An interview with Minerva Tantoco

minerva_tantoco

FST Media: What role will mobile applications play in improving relationships with clients?

Tantoco: Mobile devices are more personal than computers. We notice more quickly when a phone has gone missing than our wallets. This is a much deeper relationship opportunity than with other devices. We are already seeing that mobile applications are delivering convenience to clients for anywhere, anytime access to news and account information. The current apps provide everything from account balances and research to foreign exchange services to building custom products for mobile phones and tablets.

FST Media: How are you leveraging big data and analytics to meet customer demand for personalised UBS products?

Tantoco: Analysing large data sets from the combination of internal and external information presents a great source of personalised services that can keep us and our clients ahead of the curve. We have begun to explore ways to serve our clients by making these analytics services available to our advisers so that we can provide superior client service. Interpreting the mountains of news, market data, transactions, and social media trends can be daunting just to keep up. Somehow turning all that into insights for personalised information based on portfolios, news, and sentiment can be of enormous value.

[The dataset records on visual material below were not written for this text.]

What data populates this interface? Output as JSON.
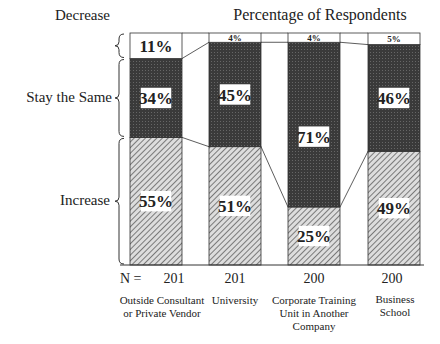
{
  "chart_data": {
    "type": "bar",
    "stacked": true,
    "normalized": true,
    "title": "Percentage of Respondents",
    "xlabel": "",
    "ylabel": "",
    "categories": [
      "Outside Consultant or Private Vendor",
      "University",
      "Corporate Training Unit in Another Company",
      "Business School"
    ],
    "n_values": [
      201,
      201,
      200,
      200
    ],
    "n_prefix": "N =",
    "series": [
      {
        "name": "Increase",
        "values": [
          55,
          51,
          25,
          49
        ],
        "pattern": "diagonal-hatch"
      },
      {
        "name": "Stay the Same",
        "values": [
          34,
          45,
          71,
          46
        ],
        "pattern": "dark-stipple"
      },
      {
        "name": "Decrease",
        "values": [
          11,
          4,
          4,
          5
        ],
        "pattern": "white"
      }
    ],
    "ylim": [
      0,
      100
    ],
    "grid": false,
    "legend": "left brace labels"
  },
  "labels": {
    "title": "Percentage of Respondents",
    "decrease": "Decrease",
    "same": "Stay the Same",
    "increase": "Increase",
    "n_prefix": "N =",
    "n1": "201",
    "n2": "201",
    "n3": "200",
    "n4": "200",
    "x1a": "Outside Consultant",
    "x1b": "or Private Vendor",
    "x2a": "University",
    "x3a": "Corporate Training",
    "x3b": "Unit in Another",
    "x3c": "Company",
    "x4a": "Business",
    "x4b": "School"
  }
}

FST Media: Which emerging trend or innovation is currently flying under the radar that you feel is destined to make a significant impact on the financial services industry?

Tantoco: Wearable computing is still in its infancy, but increasingly the information and communication modes we see in our phones will be embedded into watches and glasses, perhaps other wearable devices. These can be combined with biometrics such as voice authentication to offer security technologies that would be more secure than what we have today. This is flying under the radar but has a lot of potential.

FST Media: What are the obstacles preventing banks from addressing the threat of Apple, Google and Facebook?

Tantoco: The challenge for traditional banks will be to assure that compliance and regulatory requirements are met, while new business models and competition pop up from technology sectors. In addition, new entrants do not have to contend with legacy systems and existing platforms, but neither do they have the experience as the incumbents. It is going to be an interesting and exciting industry for years to come.

FST Media: What are your priorities for the next 12 to 18 months?

Tantoco: From an innovation perspective, the four key areas are mobile, social, big data, and cloud. And the fifth key area is the cumulative effect of the combination of these four. Each of these major trends are intertwined and should not be treated in isolation. Social media is being accelerated and transformed by mobile. Mobile is impacting business and personal interactions, which both in turn are generating huge stores of data which can be mined and analysed. Much of this is enabled by applications in the cloud which can be accessed by any device and connected to the Internet of Things (IoT). It is important to track and start to predict how these will impact our clients’ day-to-day decision-making and transactions, and how the workplace will change as these trends mature to the ‘new normal’.

FST Media: How do you encourage a culture of innovation in your team?

Tantoco: The emphasis here is on ‘applied’ innovation – in other words, to think in terms of a business-led driver for the innovation, such as revenue, new clients, new markets, rather than let the technology drive the innovation. Start with aligning to the business strategy and then match the technology to support it. At the same time, be on the lookout for game changers such as non-banking players offering financial services, which are on the rise in the financial technology sector. Disrupt yourself or someone else will.

FST Media: Every leader has a legacy they wish to be remembered for. What is yours?

Tantoco: When I started out years ago in software development and emerging technology, I expected there to be many more women in technology by now.

Beyond participating in successive waves of innovation such as artificial intelligence, electronic publishing, online advertising, mobile strategy, big data and social media.

I am proud of my achievements as a woman role model. I hope my legacy is to be one of the visible women in technology with a software startup, CTO title, and four US patents, but my passion is for my legacy to be that I encouraged the next generation of women to create and drive this exciting technology revolution. We need both men and women to drive this change and this is just the start.

This interview first appeared in FST Media’s annual magazine The Who’s Who of Financial Services Asia Pacific, which launched at the Technology & Innovation – the Future of Banking & Financial Services conference in Melbourne on 4th June, 2014.